▶ **DIRECTIONS**:
Copying starts at the line containing "Describe the element at coordinates (738, 256)" and stops after the last line of the records; each line is repeated exactly, and pictures are skipped.

Collected data entries
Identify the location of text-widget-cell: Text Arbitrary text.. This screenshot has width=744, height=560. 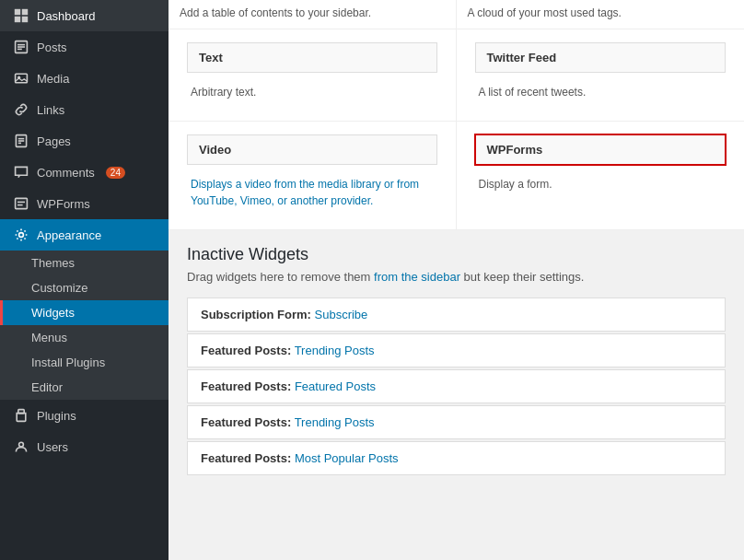
(313, 76).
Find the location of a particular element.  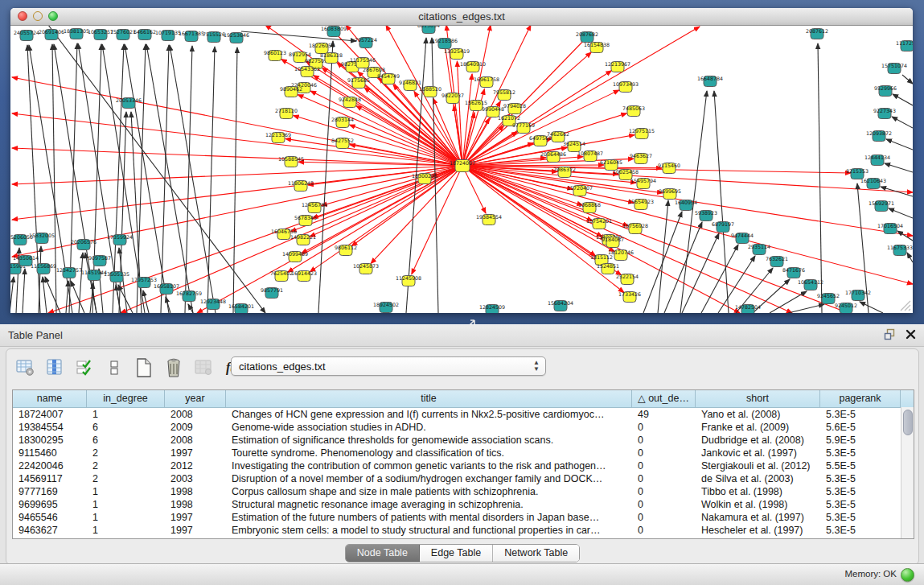

table-row: 1872400712008Changes of HCN gene express… is located at coordinates (463, 414).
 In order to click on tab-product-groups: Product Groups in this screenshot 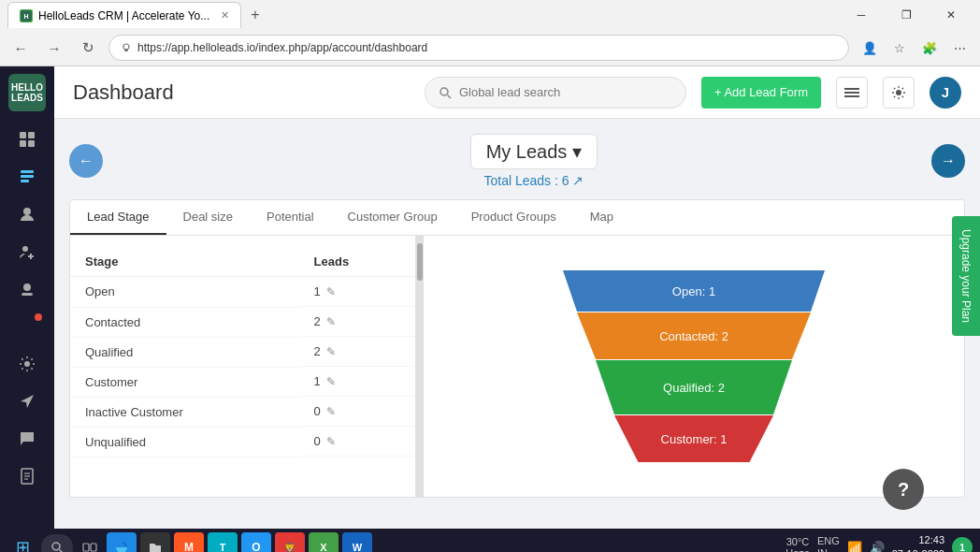, I will do `click(514, 217)`.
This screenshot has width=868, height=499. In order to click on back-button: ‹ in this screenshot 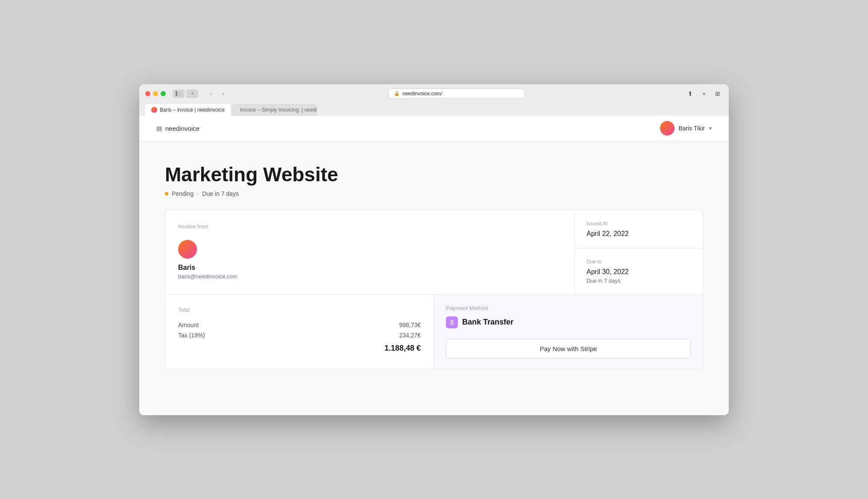, I will do `click(211, 94)`.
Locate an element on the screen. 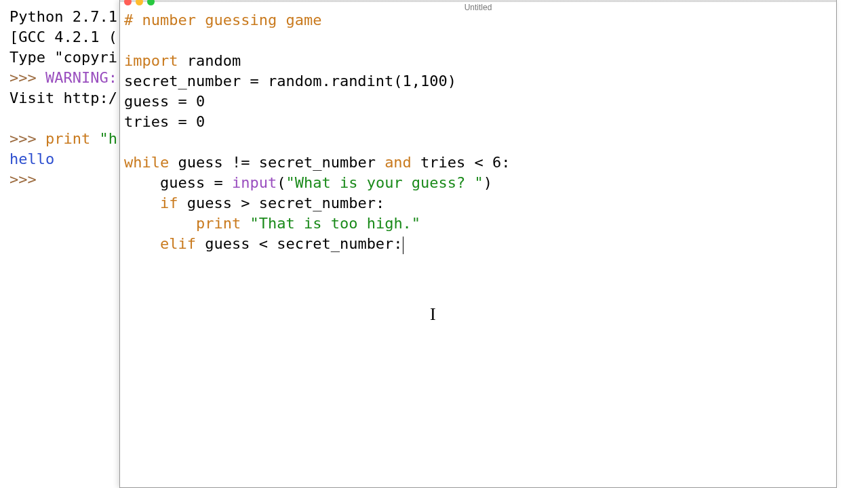 The width and height of the screenshot is (868, 488). mouse-ibeam-cursor: I is located at coordinates (433, 314).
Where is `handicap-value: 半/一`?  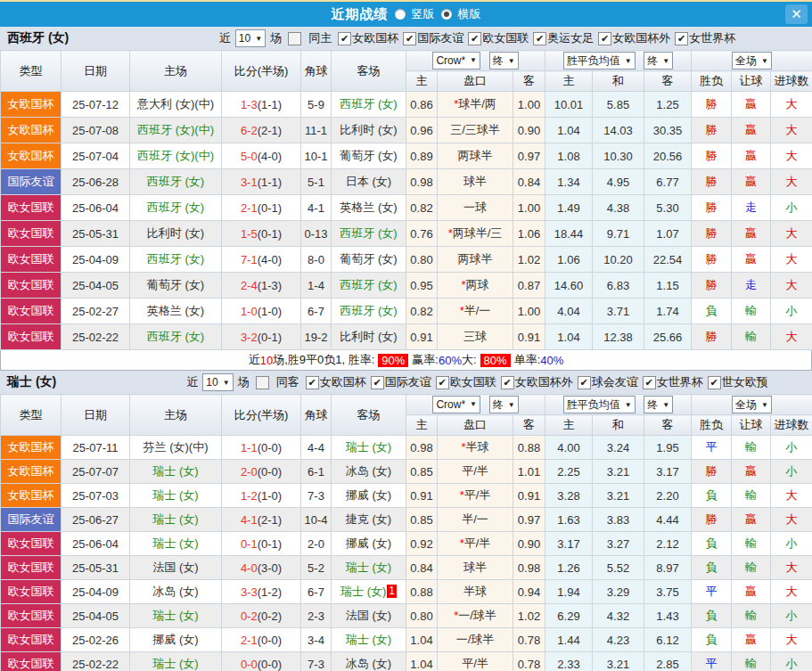
handicap-value: 半/一 is located at coordinates (478, 310).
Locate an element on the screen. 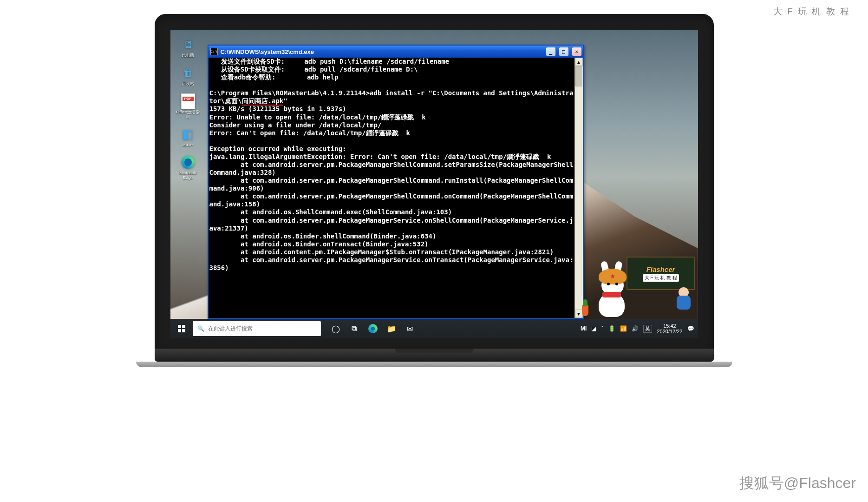  this-pc-icon: 🖥 is located at coordinates (188, 45).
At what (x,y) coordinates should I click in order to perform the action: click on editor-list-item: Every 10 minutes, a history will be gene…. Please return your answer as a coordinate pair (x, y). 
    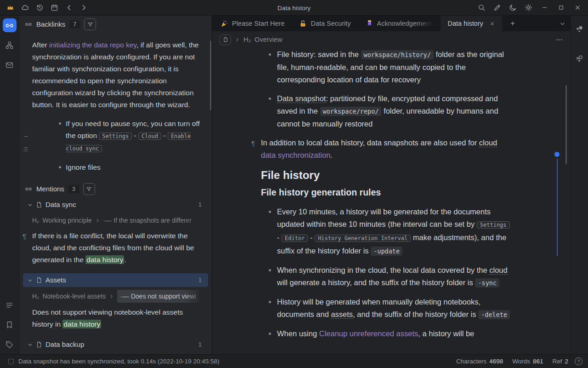
    Looking at the image, I should click on (386, 232).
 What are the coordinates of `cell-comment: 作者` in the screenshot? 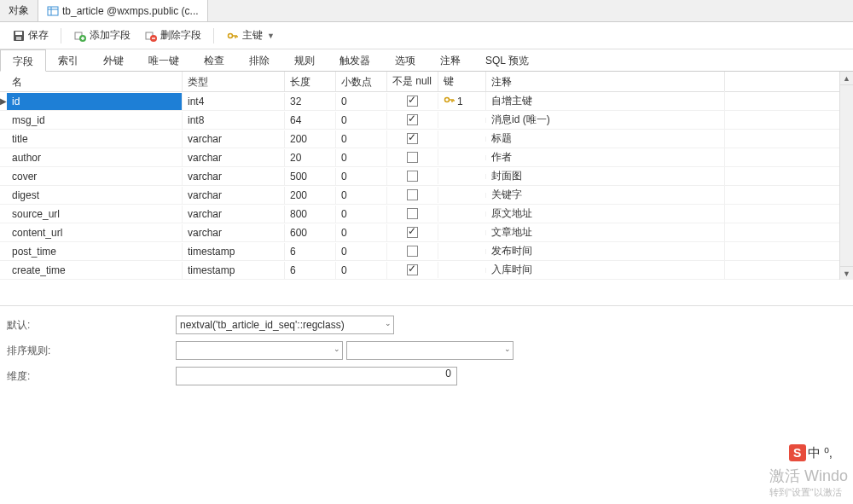 It's located at (606, 157).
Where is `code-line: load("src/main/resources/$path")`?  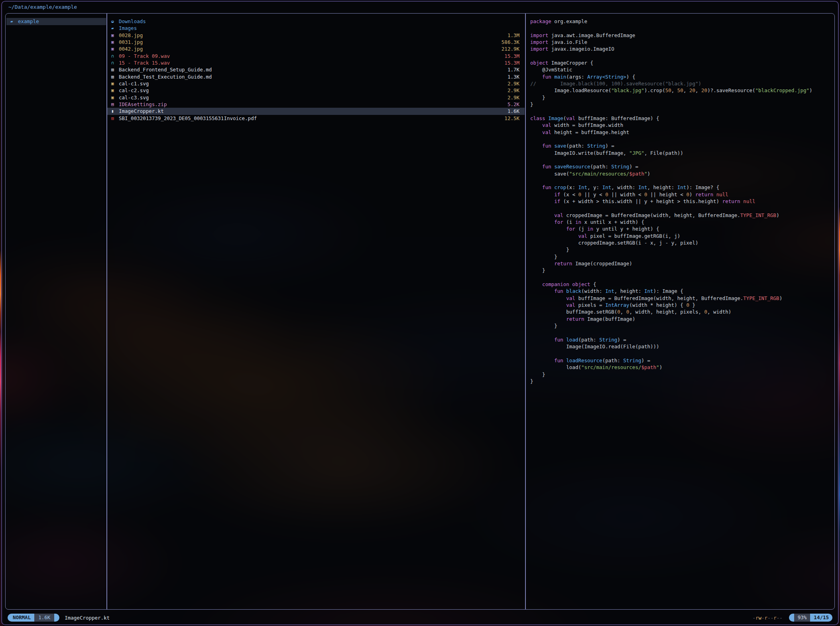
code-line: load("src/main/resources/$path") is located at coordinates (680, 367).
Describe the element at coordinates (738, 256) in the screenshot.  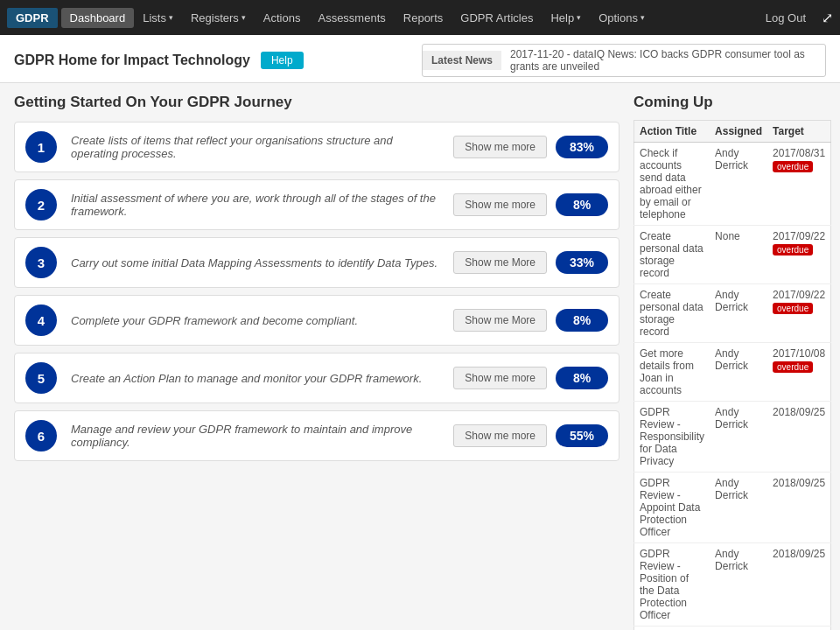
I see `cell-assigned: None` at that location.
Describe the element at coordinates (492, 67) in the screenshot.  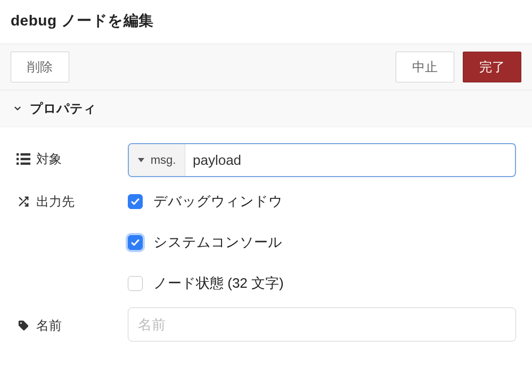
I see `done-button: 完了` at that location.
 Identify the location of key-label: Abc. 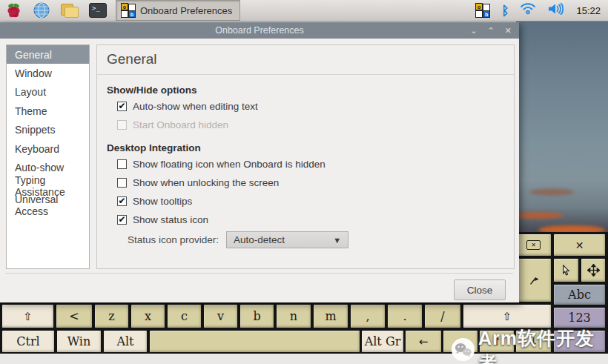
(580, 295).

▶ **YOUR SOLUTION**:
Describe the element at coordinates (738, 256) in the screenshot.  
I see `cell-assigned: None` at that location.
Describe the element at coordinates (492, 67) in the screenshot.  
I see `done-button: 完了` at that location.
 Identify the location of key-label: Abc. 
(580, 295).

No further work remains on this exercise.